Russia’s Ministry of Finance (MinFin) presented the 2026-2028 budget on September 24 that keeps spending flat and introduces a number of new taxes to fund a ballooning budget deficit and cuts military spending for the first time in three and half years of war.
Not all the details were released, but most of the main parameters have been made public and the draft is scheduled to be submitted to the State Duma by September 30.
The MinFin said its draft federal budget for 2026–2028 will remain “balanced and sustainable,” while prioritising defence, security and social support for families of participants in the war in Ukraine, TASS reported on September 24.
“The draft budget preserves conditions for growth in real wages and household incomes,” the ministry said in a statement, adding that allocations for housing and family support would increase alongside defence expenditure.
The budget will be closely scrutinised after US President Donald Trump claimed he has studied the Russian economic situation and discovered it was very “BAD”, calling it a “paper tiger”, as part of an abrupt U-turn on Ukraine during the United Nations General Assembly (UNGA) in New York this week.
The main change in the new budget is sharp changes in the GDP growth outlook: 2.5% in 2025 instead of 1%; and 1.3% instead of 2.4% in 2026. This brings the Ministry of Economy's estimates closer to the Bank of Russia's current forecast for growth of 1-2% in 2025 and 0.5-1.5% in 2026.
After three and half years of war, the Russian government is under growing pressure to fund its “Special military operation” (SVO) and its economic problems are getting worse. However, as bne IntelliNews reported in a recent deep dive into Ukraine and Russia’s budgets side-by-side, the Kremlin can fund its entire war effort using only internal resources – largely the issue of the Russian Finance Ministry’s OFZ treasury bills tapping the RUB20 trillion of liquidity in the banking sector.

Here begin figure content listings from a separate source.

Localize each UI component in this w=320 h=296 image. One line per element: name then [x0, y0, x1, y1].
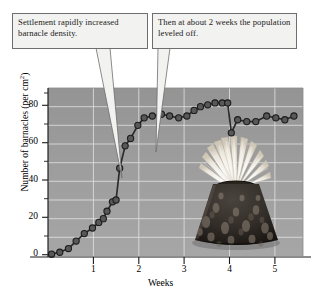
y-axis-title-close: )	[19, 73, 30, 76]
x-axis-title: Weeks	[148, 277, 173, 288]
y-tick-label-20: 20	[16, 211, 38, 221]
callout-right-pointer	[156, 48, 170, 152]
x-tick-label-4: 4	[222, 264, 238, 274]
callout-left-pointer	[96, 48, 122, 178]
callout-leveled-off-note: Then at about 2 weeks the population lev…	[152, 13, 297, 49]
y-tick-label-0: 0	[16, 248, 38, 258]
y-axis-title-exponent: 2	[18, 76, 25, 79]
y-axis-title: Number of barnacles (per cm2)	[18, 52, 30, 212]
x-tick-label-3: 3	[176, 264, 192, 274]
x-tick-label-1: 1	[85, 264, 101, 274]
barnacle-density-figure: Settlement rapidly increased barnacle de…	[0, 0, 320, 296]
callout-settlement-note: Settlement rapidly increased barnacle de…	[12, 13, 148, 49]
x-tick-label-5: 5	[267, 264, 283, 274]
y-axis-title-main: Number of barnacles (per cm	[19, 79, 30, 191]
x-tick-label-2: 2	[131, 264, 147, 274]
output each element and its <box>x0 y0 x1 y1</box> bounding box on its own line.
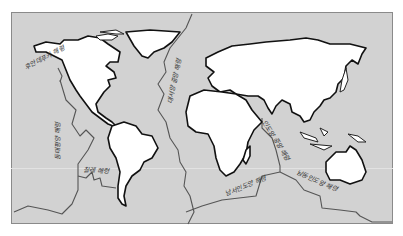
australia <box>326 146 366 184</box>
label-mid-atlantic: 대서양 중앙 해령 <box>166 57 184 105</box>
world-map: 후안데푸카 해령 동태평양 해령 칠레 해령 대서양 중앙 해령 인도양 중앙 … <box>0 0 403 236</box>
new-guinea <box>348 134 366 142</box>
label-east-pacific: 동태평양 해령 <box>54 121 62 160</box>
south-america <box>108 122 158 206</box>
label-southwest-indian: 남서인도양 해령 <box>224 174 269 198</box>
label-central-indian: 인도양 중앙 해령 <box>260 119 292 163</box>
africa <box>186 90 262 176</box>
indonesia <box>300 128 332 150</box>
juan-de-fuca-ridge <box>58 68 62 82</box>
greenland <box>126 30 180 58</box>
north-america <box>34 36 120 128</box>
label-chile: 칠레 해령 <box>83 166 111 176</box>
arctic-islands <box>96 30 124 40</box>
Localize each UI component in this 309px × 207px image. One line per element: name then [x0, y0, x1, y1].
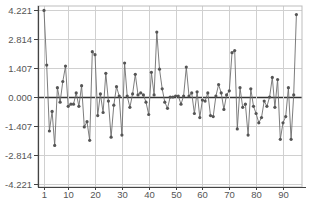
x-tick-label: 80 [251, 189, 262, 200]
x-tick-label: 90 [278, 189, 289, 200]
data-point [144, 101, 147, 104]
y-tick-label: 0.000 [8, 92, 32, 103]
data-point [147, 113, 150, 116]
data-point [230, 51, 233, 54]
data-point [161, 87, 164, 90]
data-point [214, 94, 217, 97]
data-point [220, 91, 223, 94]
chart-canvas: 4.2212.8141.4070.000-1.407-2.814-4.221 1… [0, 0, 309, 207]
x-tick-label: 70 [224, 189, 235, 200]
data-point [83, 125, 86, 128]
data-point [93, 53, 96, 56]
data-point [222, 108, 225, 111]
data-point [236, 127, 239, 130]
data-point [42, 9, 45, 12]
y-tick-label: 4.221 [8, 5, 32, 16]
data-point [99, 92, 102, 95]
data-point [204, 100, 207, 103]
data-point [247, 134, 250, 137]
data-point [115, 85, 118, 88]
data-point [158, 68, 161, 71]
y-tick-label: -1.407 [5, 121, 32, 132]
data-point [64, 65, 67, 68]
data-point [110, 136, 113, 139]
data-point [212, 115, 215, 118]
data-point [177, 94, 180, 97]
data-point [179, 103, 182, 106]
data-point [155, 30, 158, 33]
data-point [187, 94, 190, 97]
data-point [59, 101, 62, 104]
data-point [206, 91, 209, 94]
data-point [182, 94, 185, 97]
x-tick-label: 20 [90, 189, 101, 200]
y-tick-label: -4.221 [5, 179, 32, 190]
y-tick-labels: 4.2212.8141.4070.000-1.407-2.814-4.221 [5, 5, 32, 190]
y-tick-label: 2.814 [8, 34, 32, 45]
data-point [244, 103, 247, 106]
data-point [284, 115, 287, 118]
data-point [257, 121, 260, 124]
data-point [196, 90, 199, 93]
data-point [91, 50, 94, 53]
data-point [118, 94, 121, 97]
data-point [67, 105, 70, 108]
data-point [128, 106, 131, 109]
data-point [107, 100, 110, 103]
data-point [228, 89, 231, 92]
data-point [120, 134, 123, 137]
data-point [150, 71, 153, 74]
data-point [281, 121, 284, 124]
x-tick-label: 10 [63, 189, 74, 200]
data-point [217, 83, 220, 86]
y-tick-label: 1.407 [8, 63, 32, 74]
x-tick-label: 50 [171, 189, 182, 200]
data-point [276, 78, 279, 81]
data-point [85, 120, 88, 123]
data-point [295, 13, 298, 16]
data-point [190, 91, 193, 94]
data-point [112, 104, 115, 107]
data-point [252, 105, 255, 108]
data-point [198, 116, 201, 119]
data-point [271, 76, 274, 79]
data-point [96, 114, 99, 117]
x-tick-label: 1 [42, 189, 47, 200]
data-point [142, 93, 145, 96]
data-point [241, 106, 244, 109]
data-point [225, 93, 228, 96]
data-point [131, 92, 134, 95]
data-point [238, 86, 241, 89]
data-point [134, 73, 137, 76]
data-point [233, 49, 236, 52]
data-point [153, 93, 156, 96]
series-line [44, 10, 296, 145]
data-point [51, 110, 54, 113]
data-point [77, 105, 80, 108]
data-point [292, 93, 295, 96]
data-point [273, 106, 276, 109]
data-point [61, 80, 64, 83]
data-point [102, 111, 105, 114]
data-point [268, 95, 271, 98]
data-point [126, 94, 129, 97]
data-point [123, 61, 126, 64]
x-tick-labels: 1102030405060708090 [42, 189, 289, 200]
data-point [75, 91, 78, 94]
data-point [80, 84, 83, 87]
data-point [287, 86, 290, 89]
data-point [279, 138, 282, 141]
data-point [104, 72, 107, 75]
x-tick-label: 40 [144, 189, 155, 200]
data-point [166, 107, 169, 110]
data-point [45, 64, 48, 67]
data-point [139, 91, 142, 94]
data-point [290, 138, 293, 141]
data-point [249, 87, 252, 90]
data-point [48, 129, 51, 132]
data-point [72, 103, 75, 106]
data-point [185, 66, 188, 69]
x-tick-label: 60 [197, 189, 208, 200]
line-chart: 4.2212.8141.4070.000-1.407-2.814-4.221 1… [0, 0, 309, 207]
data-point [265, 105, 268, 108]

Ukraine is, however, entirely dependent on external funding from its allies: it is short some $8bn-$19bn (depending on if there is a ceasefire) for 2025 and the unfunded gap in next year’s budget was just increased to $65bn by the International Monetary Fund (IMF), all of which will have to come from European partners this year, after the US sent no money to Ukraine since US President Donald Trump took office.

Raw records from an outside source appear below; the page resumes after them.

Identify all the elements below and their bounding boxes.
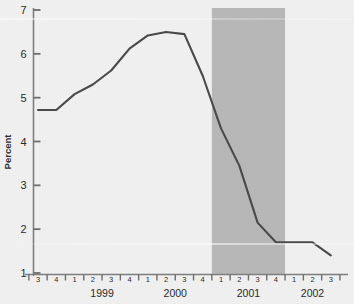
x-quarter-label: 1 [146,275,150,284]
recession-band [212,8,285,275]
shaded-region-group [212,8,285,275]
x-year-label: 2000 [164,287,188,299]
x-quarter-label: 3 [182,275,186,284]
y-tick-label: 4 [20,136,26,148]
y-tick-label: 5 [20,92,26,104]
x-quarter-label: 1 [292,275,296,284]
x-quarter-label: 4 [274,275,278,284]
x-quarter-label: 4 [54,275,58,284]
chart-background [0,0,354,304]
x-quarter-label: 3 [329,275,333,284]
x-quarter-label: 1 [219,275,223,284]
line-chart: 1234567 34123412341234123 19992000200120… [0,0,354,304]
x-quarter-label: 3 [256,275,260,284]
x-quarter-label: 2 [237,275,241,284]
x-quarter-label: 2 [310,275,314,284]
x-quarter-label: 1 [73,275,77,284]
x-year-label: 1999 [90,287,114,299]
x-year-label: 2001 [237,287,261,299]
x-quarter-label: 4 [201,275,205,284]
y-axis-title: Percent [2,134,13,170]
x-quarter-label: 3 [109,275,113,284]
x-quarter-label: 3 [36,275,40,284]
x-quarter-label: 4 [127,275,131,284]
y-tick-label: 2 [20,223,26,235]
y-tick-label: 3 [20,179,26,191]
x-year-label: 2002 [301,287,325,299]
chart-container: 1234567 34123412341234123 19992000200120… [0,0,354,304]
y-tick-label: 6 [20,48,26,60]
y-tick-label: 1 [20,267,26,279]
x-quarter-label: 2 [164,275,168,284]
y-tick-label: 7 [20,4,26,16]
x-quarter-label: 2 [91,275,95,284]
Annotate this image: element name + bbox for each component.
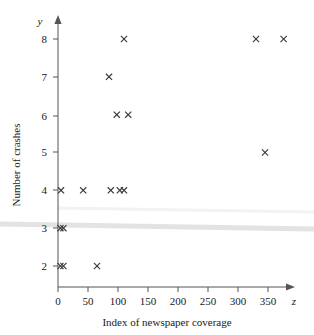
y-ticklabel-2: 2 (42, 260, 48, 272)
x-ticklabel-150: 150 (140, 295, 157, 307)
plot-svg: 8 7 6 5 4 3 2 y Number of crashes 0 50 1… (0, 0, 314, 335)
x-ticklabel-100: 100 (110, 295, 127, 307)
data-point (94, 263, 100, 269)
y-axis: 8 7 6 5 4 3 2 y Number of crashes (10, 15, 62, 287)
x-ticklabel-200: 200 (170, 295, 187, 307)
y-axis-variable-label: y (37, 15, 43, 27)
x-ticklabel-350: 350 (260, 295, 277, 307)
x-axis-variable-label: z (291, 295, 297, 307)
upper-faint-band (58, 208, 314, 212)
data-point (106, 74, 112, 80)
lower-gray-band (0, 224, 314, 229)
data-point (121, 187, 127, 193)
data-point (108, 187, 114, 193)
y-ticklabel-5: 5 (42, 146, 48, 158)
y-ticklabel-4: 4 (42, 184, 48, 196)
y-ticklabel-6: 6 (42, 110, 48, 122)
x-ticklabel-300: 300 (230, 295, 247, 307)
data-point (60, 263, 66, 269)
background-bands (0, 208, 314, 229)
data-point (125, 112, 131, 118)
data-point (114, 112, 120, 118)
y-axis-title: Number of crashes (10, 123, 22, 206)
data-point (80, 187, 86, 193)
x-ticklabel-0: 0 (55, 295, 61, 307)
data-point (281, 36, 287, 42)
y-ticklabel-3: 3 (42, 222, 48, 234)
scatter-plot-figure: 8 7 6 5 4 3 2 y Number of crashes 0 50 1… (0, 0, 314, 335)
y-ticklabel-8: 8 (42, 33, 48, 45)
x-ticklabel-50: 50 (83, 295, 95, 307)
data-point (58, 187, 64, 193)
data-point (262, 149, 268, 155)
y-axis-arrow (54, 15, 61, 24)
x-axis-arrow (286, 283, 295, 290)
x-axis-title: Index of newspaper coverage (102, 316, 231, 328)
x-ticklabel-250: 250 (200, 295, 217, 307)
y-ticklabel-7: 7 (42, 71, 48, 83)
x-axis: 0 50 100 150 200 250 300 350 z Index of … (55, 283, 297, 328)
data-point (253, 36, 259, 42)
data-point-group (57, 36, 286, 269)
data-point (121, 36, 127, 42)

Russia’s MinFin is trying to spread the load with a mix of modest drawdowns from its rainy day National Welfare Fund (NWF), cutting spending, issuing more OFZ bonds and this year increasing VAT rates by 200bp that comes into effect on January 1, and the introduction of progressive income taxes for the first time in Putin’s 25 years of rule that came into effect this year.
Taken together, while this will be a painful year for Russia’s budget, the Kremlin is still well able to fund a continuation of the war for at least two more years based on its domestic funding resources, and probably much longer.
Revenues: Prime Minister Mikhail Mishustin announced two key figures at the government meeting. According to him, federal budget revenues in 2026 will amount to RUB40.283 trillion, while expenditures will amount to RUB44.869 trillion. (chart)
This means that, adjusted for inflation, expenditures will remain virtually unchanged compared to 2025 (RUB41.469 trillion) and will be only 2% higher than last year's 2026 plans, The Bell reports, which is unsurprising, as inflation was also higher than planned.
“Revenues will decline not only in real but also in nominal terms—both compared to this year's planned figures and to the government's 2026 plans adopted a year ago. The decline in revenues is due to deteriorating macroeconomic indicators,” The Bell said in a comment.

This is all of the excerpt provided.